Ok, for awhile there I thought you were attempting to duplicate the efforts that the operating systems already do.

I see locale support in D as being a platform-independant method of invoking existing operating system functionality.

-- 
Derek Parnell
Melbourne, Australia
skype: derek.j.parnell
March 03, 2009
On Mon, 02 Mar 2009 07:02:10 -0800, Andrei Alexandrescu wrote:

> Consider some code in phobos that must throw an exception:
> 
> throw Exception("File `%s' not found, system error is %s.",
>      filename, errnomsg);
> 
> The localized version will look like this:
> 
> auto format = "File `%s' not found, system error is %s.";
> auto localFormat = currentLocale ? currentLocale.peek(format) : null;
> if (!localFormat) localFormat = format;
> throw Exception(localFormat, filename, errnomsg);

One problem with this approach is that we meet the limitation of the formatting string's micro-syntax. Currently, there is no way to reorder the tokens in a message string, and that is required for /some/ messages in /some/ languages.

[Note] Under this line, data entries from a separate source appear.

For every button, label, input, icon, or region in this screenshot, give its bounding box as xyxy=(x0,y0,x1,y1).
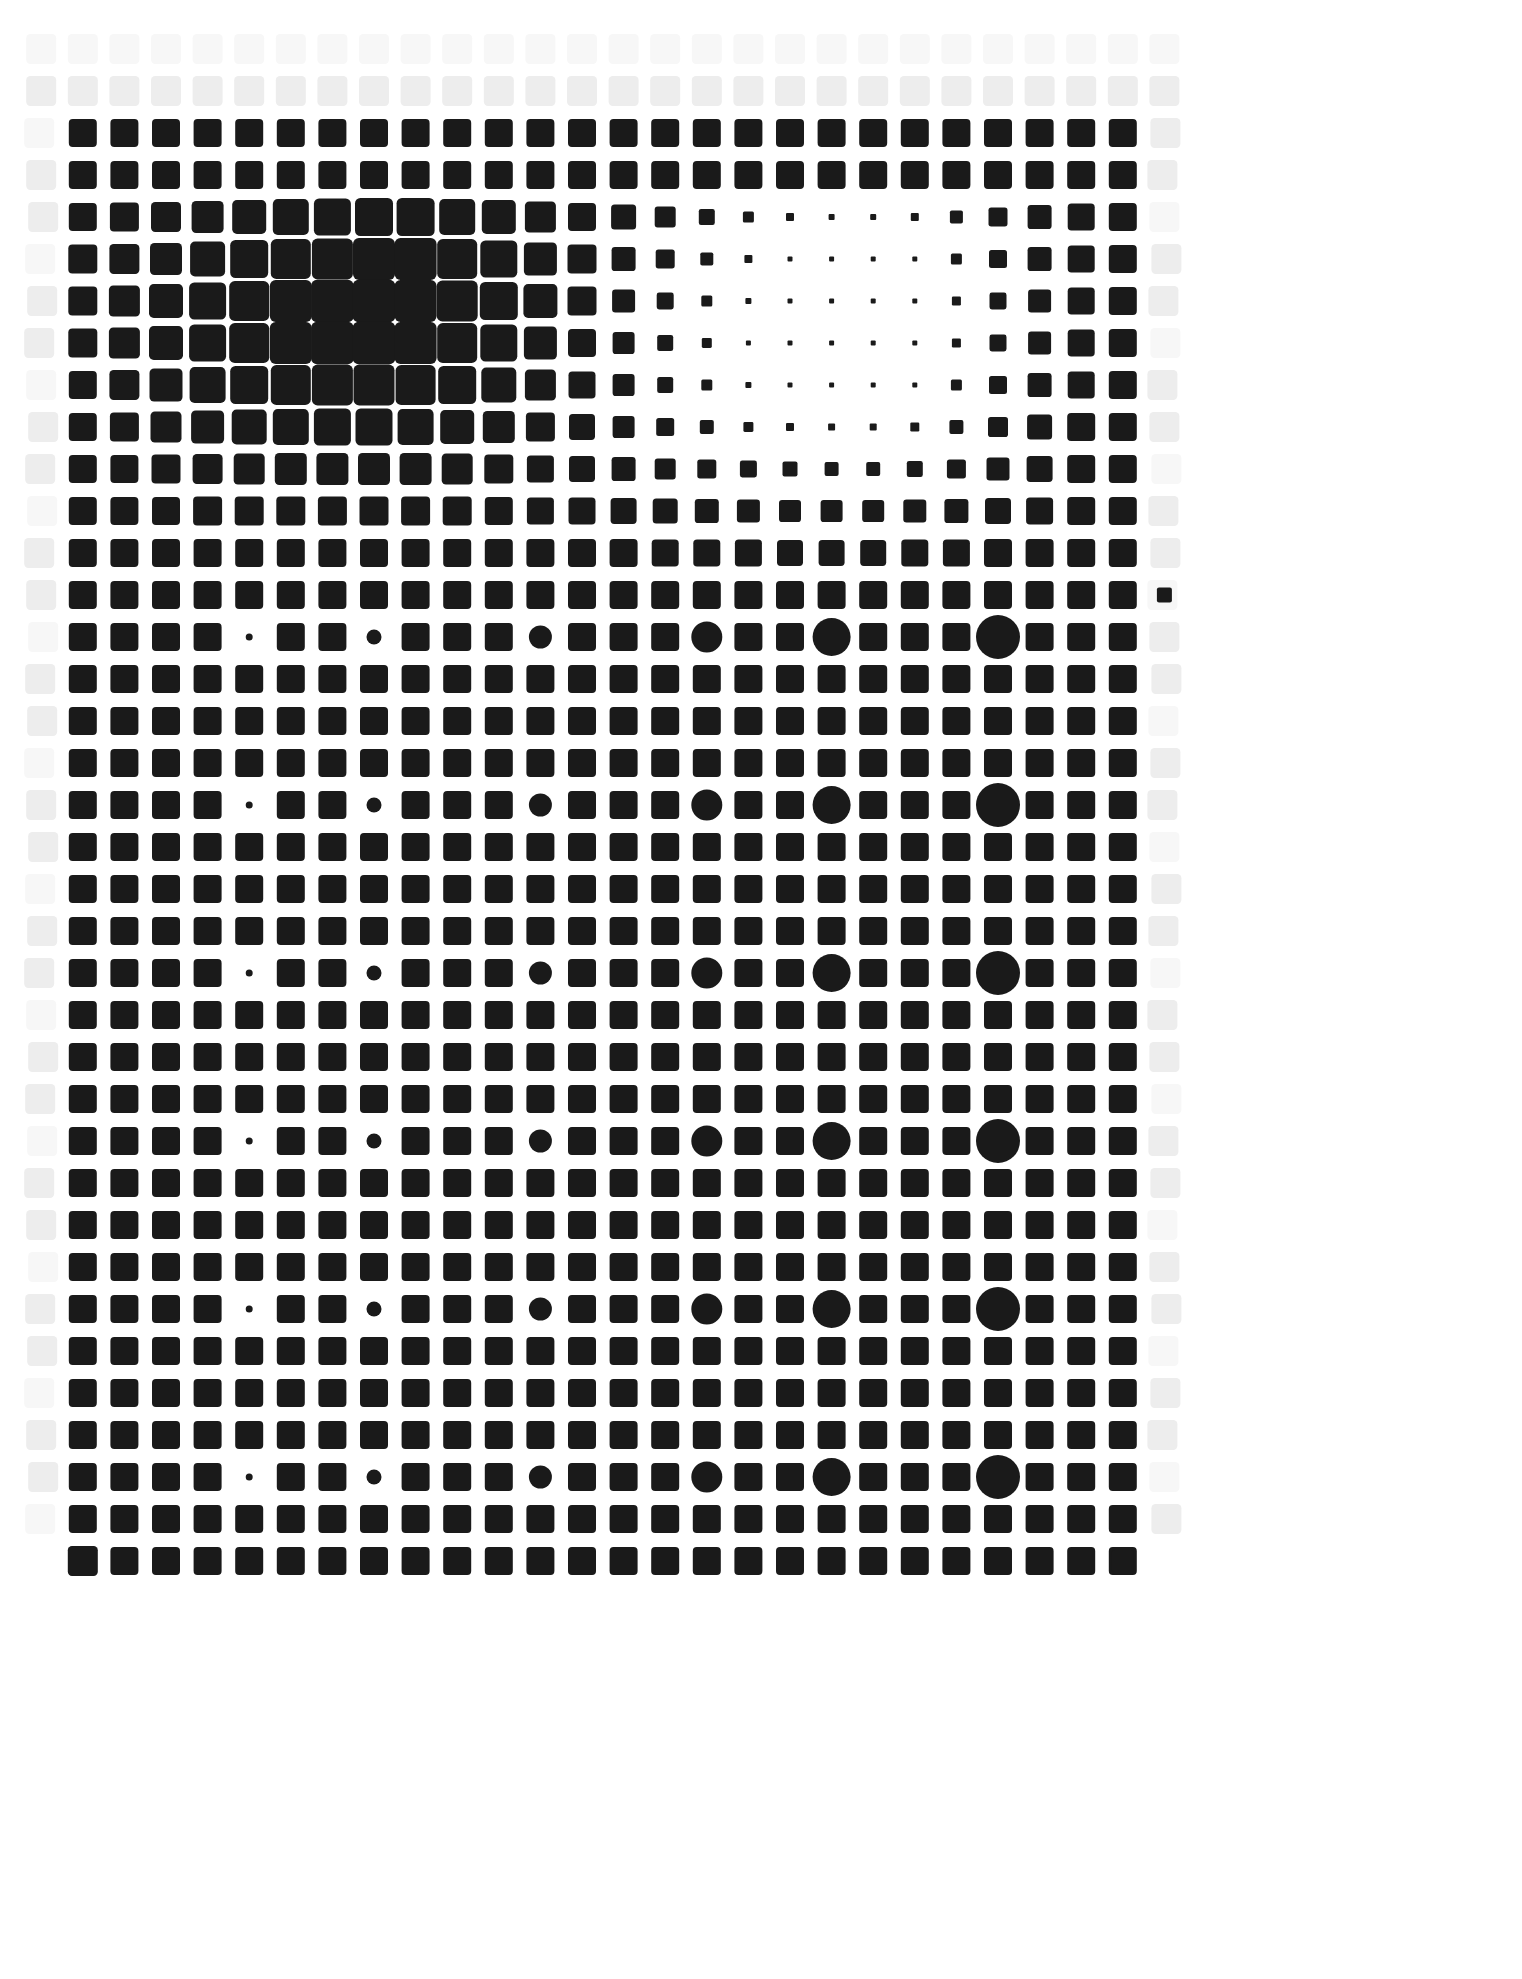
grid-square xyxy=(69,917,97,945)
grid-square xyxy=(734,707,762,735)
grid-square xyxy=(984,1547,1012,1575)
grid-square xyxy=(353,280,396,323)
grid-square xyxy=(194,833,222,861)
grid-square xyxy=(1067,413,1095,441)
grid-square xyxy=(402,161,430,189)
grid-square xyxy=(356,409,393,446)
frame-tile xyxy=(24,538,54,568)
frame-tile xyxy=(1149,832,1179,862)
grid-square xyxy=(610,1043,638,1071)
grid-square xyxy=(568,539,596,567)
grid-square xyxy=(400,453,432,485)
grid-square xyxy=(984,539,1012,567)
grid-square xyxy=(901,623,929,651)
grid-square xyxy=(568,833,596,861)
grid-square xyxy=(481,368,516,403)
grid-square xyxy=(701,296,712,307)
grid-square xyxy=(693,119,721,147)
grid-square xyxy=(360,833,388,861)
grid-square xyxy=(194,791,222,819)
grid-square xyxy=(693,707,721,735)
grid-square xyxy=(526,1253,554,1281)
grid-square xyxy=(942,1211,970,1239)
grid-square xyxy=(152,1211,180,1239)
grid-square xyxy=(693,1547,721,1575)
grid-square xyxy=(984,833,1012,861)
grid-square xyxy=(318,791,346,819)
grid-square xyxy=(110,497,138,525)
grid-square xyxy=(776,833,804,861)
grid-square xyxy=(402,833,430,861)
frame-tile xyxy=(775,34,805,64)
grid-square xyxy=(656,418,674,436)
grid-square xyxy=(485,119,513,147)
grid-square xyxy=(776,749,804,777)
grid-square xyxy=(318,1337,346,1365)
grid-square xyxy=(569,456,595,482)
grid-square xyxy=(788,341,793,346)
grid-square xyxy=(152,1421,180,1449)
grid-square xyxy=(69,581,97,609)
grid-square xyxy=(318,833,346,861)
grid-square xyxy=(818,833,846,861)
grid-square xyxy=(942,1379,970,1407)
grid-square xyxy=(1067,581,1095,609)
grid-square xyxy=(569,372,596,399)
grid-square xyxy=(859,1379,887,1407)
grid-square xyxy=(318,1295,346,1323)
frame-tile xyxy=(1150,1168,1180,1198)
grid-square xyxy=(1028,205,1052,229)
paper-surface xyxy=(0,0,1522,1979)
grid-square xyxy=(651,161,679,189)
grid-square xyxy=(568,1085,596,1113)
grid-square xyxy=(193,497,222,526)
grid-square xyxy=(818,665,846,693)
grid-square xyxy=(1109,203,1137,231)
grid-square xyxy=(318,1127,346,1155)
grid-square xyxy=(69,455,97,483)
grid-square xyxy=(612,457,636,481)
grid-square xyxy=(651,1421,679,1449)
grid-square xyxy=(984,917,1012,945)
grid-square xyxy=(859,1463,887,1491)
grid-square xyxy=(402,623,430,651)
grid-square xyxy=(901,1421,929,1449)
grid-square xyxy=(318,1505,346,1533)
grid-square xyxy=(235,665,263,693)
grid-square xyxy=(69,1253,97,1281)
grid-square xyxy=(485,1085,513,1113)
grid-square xyxy=(152,119,180,147)
grid-square xyxy=(1109,1463,1137,1491)
grid-circle xyxy=(367,1302,382,1317)
frame-tile xyxy=(1149,1252,1179,1282)
grid-square xyxy=(985,498,1011,524)
grid-square xyxy=(235,833,263,861)
grid-square xyxy=(402,539,430,567)
grid-circle xyxy=(813,1290,851,1328)
grid-square xyxy=(610,1127,638,1155)
grid-square xyxy=(235,1547,263,1575)
grid-circle xyxy=(367,1470,382,1485)
grid-square xyxy=(942,1043,970,1071)
grid-square xyxy=(316,453,348,485)
grid-square xyxy=(734,1043,762,1071)
grid-square xyxy=(1067,1211,1095,1239)
grid-square xyxy=(527,456,554,483)
grid-square xyxy=(485,1169,513,1197)
grid-square xyxy=(194,1211,222,1239)
grid-square xyxy=(1109,413,1137,441)
grid-square xyxy=(651,1547,679,1575)
frame-tile xyxy=(151,76,181,106)
grid-square xyxy=(194,1379,222,1407)
grid-square xyxy=(1067,791,1095,819)
grid-square xyxy=(276,497,305,526)
grid-square xyxy=(527,498,554,525)
grid-square xyxy=(69,1379,97,1407)
grid-square xyxy=(69,1295,97,1323)
grid-square xyxy=(871,299,876,304)
grid-square xyxy=(984,1505,1012,1533)
grid-square xyxy=(818,119,846,147)
grid-square xyxy=(235,1337,263,1365)
grid-square xyxy=(776,1043,804,1071)
grid-square xyxy=(485,833,513,861)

I have used my own text formatting routine rather than Phobos' because it allows the implementer to develop messages whose word order is correct for their target language.

-- 
Derek Parnell
Melbourne, Australia
skype: derek.j.parnell
March 03, 2009
Derek Parnell wrote:
> On Mon, 02 Mar 2009 07:02:10 -0800, Andrei Alexandrescu wrote:
> 
>> Consider some code in phobos that must throw an exception:
>>
>> throw Exception("File `%s' not found, system error is %s.",
>>      filename, errnomsg);
>>
>> The localized version will look like this:
>>
>> auto format = "File `%s' not found, system error is %s.";
>> auto localFormat = currentLocale ? currentLocale.peek(format) : null;
>> if (!localFormat) localFormat = format;
>> throw Exception(localFormat, filename, errnomsg);
> 
> One problem with this approach is that we meet the limitation of the
> formatting string's micro-syntax. Currently, there is no way to reorder the
> tokens in a message string, and that is required for /some/ messages in
> /some/ languages.
> 
> I have used my own text formatting routine rather than Phobos' because it
> allows the implementer to develop messages whose word order is correct for
> their target language.
> 

Phobos has supported Posix positional syntax since 2.006.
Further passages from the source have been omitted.